Which Yesterday is Tomorrow?
Which Yesterday Is Tomorrow? by artists Dahlia Elsayed and Andrew Demirjian is a multi-sensory exhibition currently presented at Transformer. Intending to be a rest stop for the future based on the past, this exhibition reimagines the Silk Road caravanserai as a potential site for the exchange of ideas and culture.
By drawing upon the vocabulary of social and sacred architecture from Southwest Asia and North Africa (SWANA), Elsayed and Demirjian – both diasporic artists from this region – create a space for engagement, pause, and reflection. Transformer’s interior is completely reimagined – the walls, floors, and ceilings are embellished with vibrant textiles, rugs, and furnishings; a spatialized soundtrack composed of deconstructed folk instruments, and fragrant mists and Turkish coffee envelops the air. Elsayed and Demirjian create an alternate world intended to reconnect visitors with the senses, rituals, and mythologies that have been diminished in an age dominated by relentless commerce and time scarcity. In a region that once thrived on the cosmopolitan and mutual interchange of ideas, Which Yesterday Is Tomorrow? conjures a fictive location where aesthetics and ideologies are exchanged freely, establishing an alternative to the historical narrative of colonization, crisis, and territoriality portrayed in Western media.
By drawing upon the vocabulary of social and sacred architecture from Southwest Asia and North Africa (SWANA), Elsayed and Demirjian – both diasporic artists from this region – create a space for engagement, pause, and reflection. Transformer’s interior is completely reimagined – the walls, floors, and ceilings are embellished with vibrant textiles, rugs, and furnishings; a spatialized soundtrack composed of deconstructed folk instruments, and fragrant mists and Turkish coffee envelops the air. Elsayed and Demirjian create an alternate world intended to reconnect visitors with the senses, rituals, and mythologies that have been diminished in an age dominated by relentless commerce and time scarcity. In a region that once thrived on the cosmopolitan and mutual interchange of ideas, Which Yesterday Is Tomorrow? conjures a fictive location where aesthetics and ideologies are exchanged freely, establishing an alternative to the historical narrative of colonization, crisis, and territoriality portrayed in Western media.
Dahlia Elsayed is an artist and writer who makes text and image-based work that synthesizes an internal and external experience of place, connecting the ephemeral to the concrete. She writes short fictions for created landscapes that take the form of narrative paintings, print and installation. Her work is in the public collections of the Newark Museum, the Zimmerli Museum, Johnson & Johnson Corporation, and the US Department of State, amongst others. Dahlia received her MFA from Columbia University, and lives and works in New Jersey. She is a Professor of Humanities at CUNY LaGuardia Community College in Long Island City, New York.
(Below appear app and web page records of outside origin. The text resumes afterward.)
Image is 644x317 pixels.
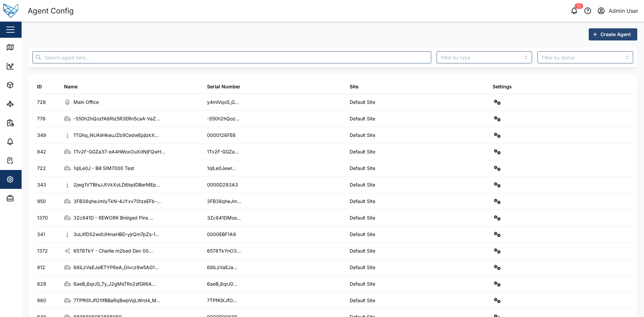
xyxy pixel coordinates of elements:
[597,6,639,16] button: Admin User
[74,247,153,255] div: 6578TkY - Charlie m2bed Dev 00...
[350,115,375,123] div: Default Site
[17,194,38,202] div: Admin
[601,29,631,40] span: Create Agent
[609,7,638,15] div: Admin User
[207,165,236,172] div: 1qlLe0Jewr...
[207,115,240,123] div: -S50h2hQoz...
[37,264,45,271] div: 912
[207,98,239,106] div: y4mlVqoS_G...
[74,132,159,139] div: 1TGhq_NUAiiHkeuJZb9CedwEpjlzkX...
[64,83,78,90] div: Name
[350,214,375,221] div: Default Site
[207,83,241,90] div: Serial Number
[37,280,46,288] div: 828
[74,214,154,221] div: 3Zc841D - REWORK Bridged Pins ...
[37,132,46,139] div: 349
[350,98,375,106] div: Default Site
[37,98,46,106] div: 728
[207,148,239,155] div: 1Tv2F-GGZa...
[17,43,33,51] div: Map
[74,230,160,238] div: 3uLiIfDS2wdUHmaHBD-yjrQm7pZs-1...
[37,148,46,155] div: 842
[33,51,431,64] input: Search agent here...
[207,230,236,238] div: 0000EBF1A9
[350,230,375,238] div: Default Site
[575,3,583,9] div: 50
[437,51,533,64] input: Filter by type
[74,280,156,288] div: 6aeB_6qrJ0_7y_J2gMsTRo2sfGlI6A...
[74,148,165,155] div: 1Tv2F-GGZa37-eA4hWoxOuXdNjFQwH...
[350,148,375,155] div: Default Site
[17,175,42,183] div: Settings
[17,81,38,89] div: Assets
[37,181,46,188] div: 343
[350,165,375,172] div: Default Site
[207,297,237,304] div: 7TPfKlXJfO...
[207,214,241,221] div: 3Zc841DMos...
[28,5,74,17] div: Agent Config
[350,83,358,90] div: Site
[74,181,160,188] div: 2jwg1VTBtsJJtVkXoLD6lqdDBerMEp...
[74,115,160,123] div: -S50h2hQozfA6Riz5R3ERn5caA-VaZ...
[207,247,241,255] div: 6578TkYnO3...
[74,98,99,106] div: Main Office
[207,280,237,288] div: 6aeB_6qrJ0...
[37,247,48,255] div: 1372
[37,230,45,238] div: 341
[37,214,48,221] div: 1370
[207,197,241,205] div: 3FB38qheJm...
[350,247,375,255] div: Default Site
[207,132,236,139] div: 0000126FE6
[538,51,633,64] input: Filter by status
[17,100,34,107] div: Sites
[350,280,375,288] div: Default Site
[350,197,375,205] div: Default Site
[37,165,46,172] div: 722
[74,297,160,304] div: 7TPfKlXJfO1IfBBaRqBwpVqLWrd4_M...
[350,181,375,188] div: Default Site
[74,264,159,271] div: 68iLzVaEJalETYP6eA_Oivcz9w5AG1...
[493,83,512,90] div: Settings
[350,264,375,271] div: Default Site
[350,297,375,304] div: Default Site
[17,157,36,164] div: Tasks
[74,197,161,205] div: 3FB38qheJmIyTkN-4JYxv7StzeEFb-...
[350,132,375,139] div: Default Site
[37,115,46,123] div: 776
[74,165,134,172] div: 1qlLe0J - Bill SIM7000 Test
[17,119,40,126] div: Reports
[207,181,238,188] div: 0000D293A3
[589,28,637,40] button: Create Agent
[37,297,46,304] div: 960
[207,264,237,271] div: 68iLzVaEJa...
[3,3,18,18] img: Main Logo
[17,62,48,70] div: Dashboard
[37,83,42,90] div: ID
[37,197,46,205] div: 950
[17,138,38,145] div: Alarms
Andrew Demirjian is an interdisciplinary artist who works with remix, rhythm and ritual. He creates environments for critical reflection through scraping and recombining popular culture, making intricate collages of sound and language. His work is often presented in non-traditional exhibition spaces and takes the form of interactive installations, generative art, multi-channel videos and live performances. He is currently a Fellow at the MIT Open Documentary Lab, where he is working on a computational text analysis project for linguistic remixing of vast quantities of video files. Andrew teaches theory and production courses in emerging media in the Film and Media Department and the Integrated Media Arts MFA program at Hunter College in New York City.
Andrew Demirjian is an interdisciplinary artist who works with remix, rhythm and ritual. He creates environments for critical reflection through scraping and recombining popular culture, making intricate collages of sound and language. His work is often presented in non-traditional exhibition spaces and takes the form of interactive installations, generative art, multi-channel videos and live performances. He is currently a Fellow at the MIT Open Documentary Lab, where he is working on a computational text analysis project for linguistic remixing of vast quantities of video files. Andrew teaches theory and production courses in emerging media in the Film and Media Department and the Integrated Media Arts MFA program at Hunter College in New York City.